With video effects software like Adobe’s After Effects and Final Cut’s Motion, digital compositing has opened up a whole new field of locations and set pieces for low-budget filmmakers to explore. That is, if you know how to make it look convincing.
The elements of your digital composite shot are just as important as the composite itself. If any are out of line with the others, then your entire shot will feel unnatural. This goes especially for the elements you are shooting, such as the actors who may be inserted into a background. Things like perspective, staging, scale, and above all lighting must be analyzed and executed correctly. If not, your shot will draw attention to itself and simply become “unbelievable”. This will hurt your story.
Lighting
In creating this episode, it was the lighting of elements that constantly stuck out as the major factor that contributed to a good composite. Because lighting defines all the depth and shape we see, we immediately can tell when it’s not correct. So to make this first go around easier, and because the weather was such, we decided to light all our elements as if it was a cloudy, snowy day (which it was at points).
Selecting Elements
After filming, we worked backwards and picked elements that would fit our lighting as best it could, including coloring certain elements to make their palette flatter and more in keeping with the Sony F5 Cine S-Log 3 footage we filmed on, knowing we would do a final color grade at the end of the pipeline.
Bringing all these into After Effects, it took a little more than a day to figure out where all the different elements needed to be in the timeline. After adding a digital camera move that was a last minute idea, we exported a flat Quicktime file to FCPX for a color grade and some grain.
Digital compositing, especially in After Effects, gives you a lot of room to play around and invent. But again, you have to know the tools to make it look natural. Certain things, no matter how much you alter them in post, will never look natural when put together. So plan accordingly. It’s always better to know what you want then not.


Below are records to be copied exactly; their pictures are to be omitted.

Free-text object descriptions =

★ ★ ★ ★ ★ ★ ★

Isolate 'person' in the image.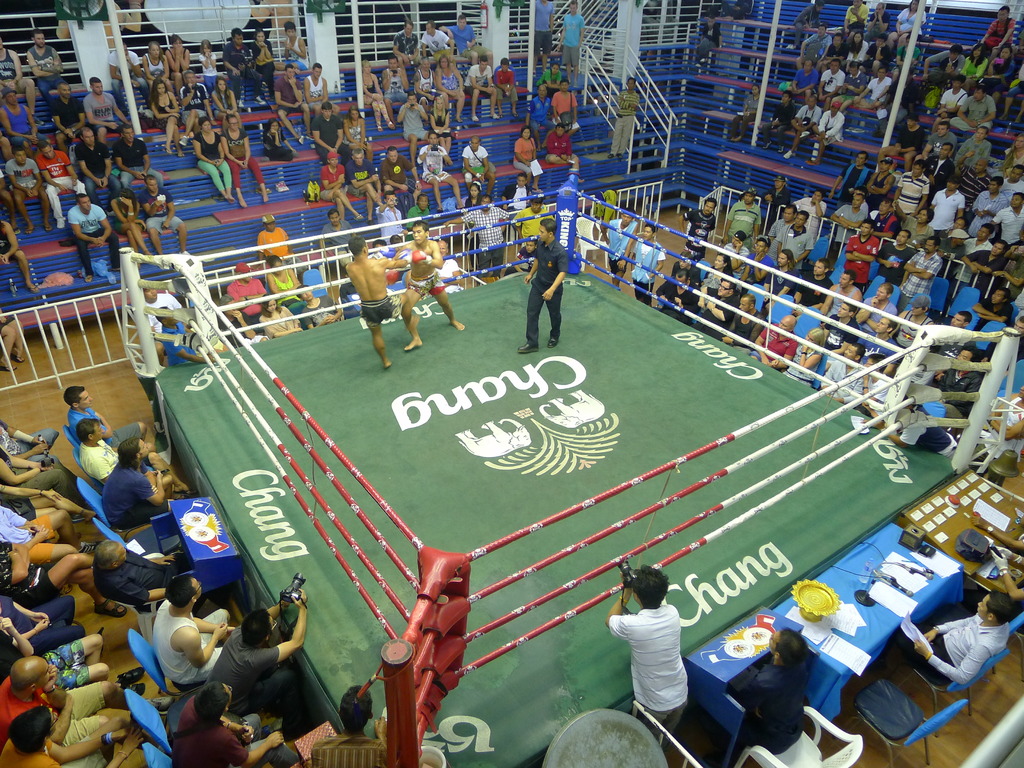
Isolated region: 703/253/733/296.
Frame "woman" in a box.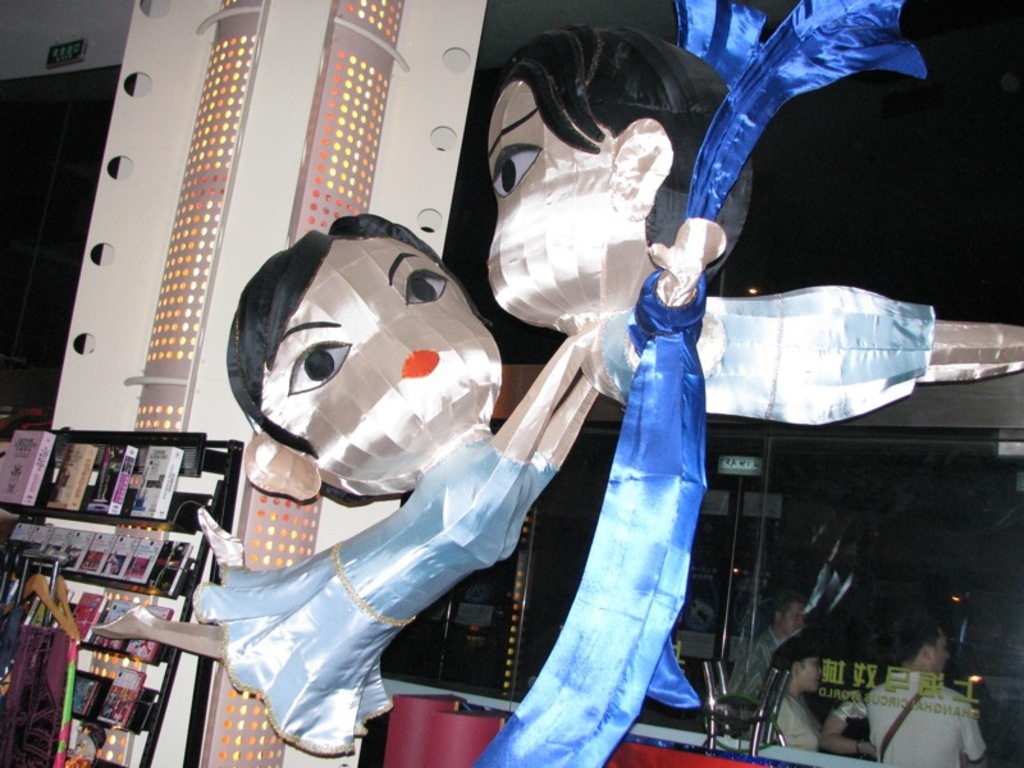
crop(91, 202, 607, 754).
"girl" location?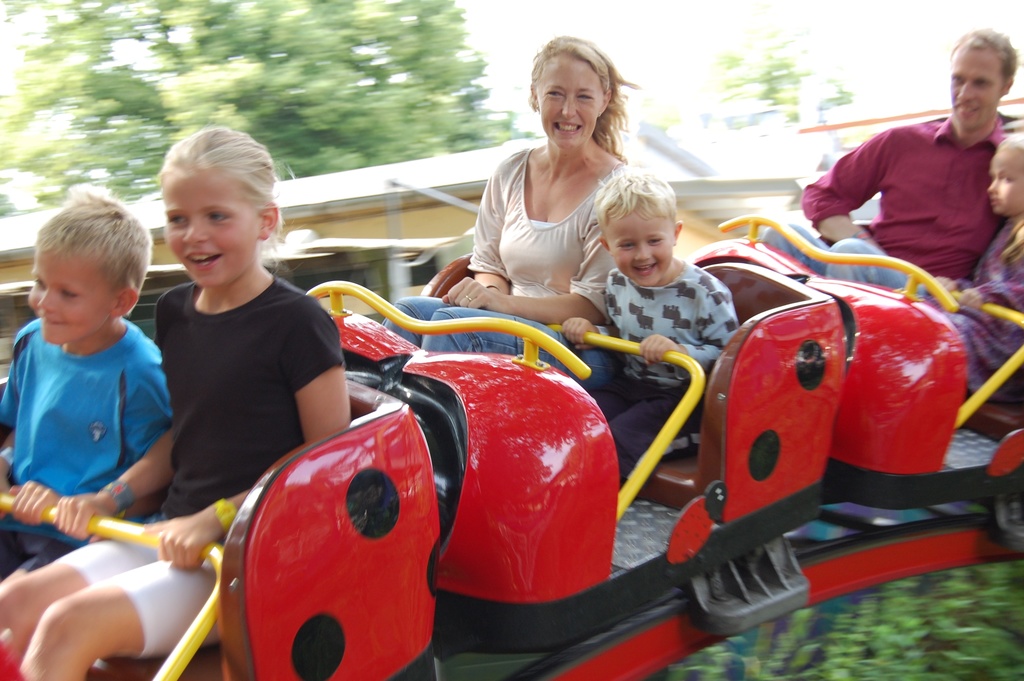
906 141 1023 401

★ ★ ★ ★ ★ ★ ★

ANSWER TO THIS EXERCISE =
Isolate 'person' in the image.
Isolated region: 703/253/733/296.
Frame "woman" in a box.
crop(91, 202, 607, 754).
"girl" location?
906 141 1023 401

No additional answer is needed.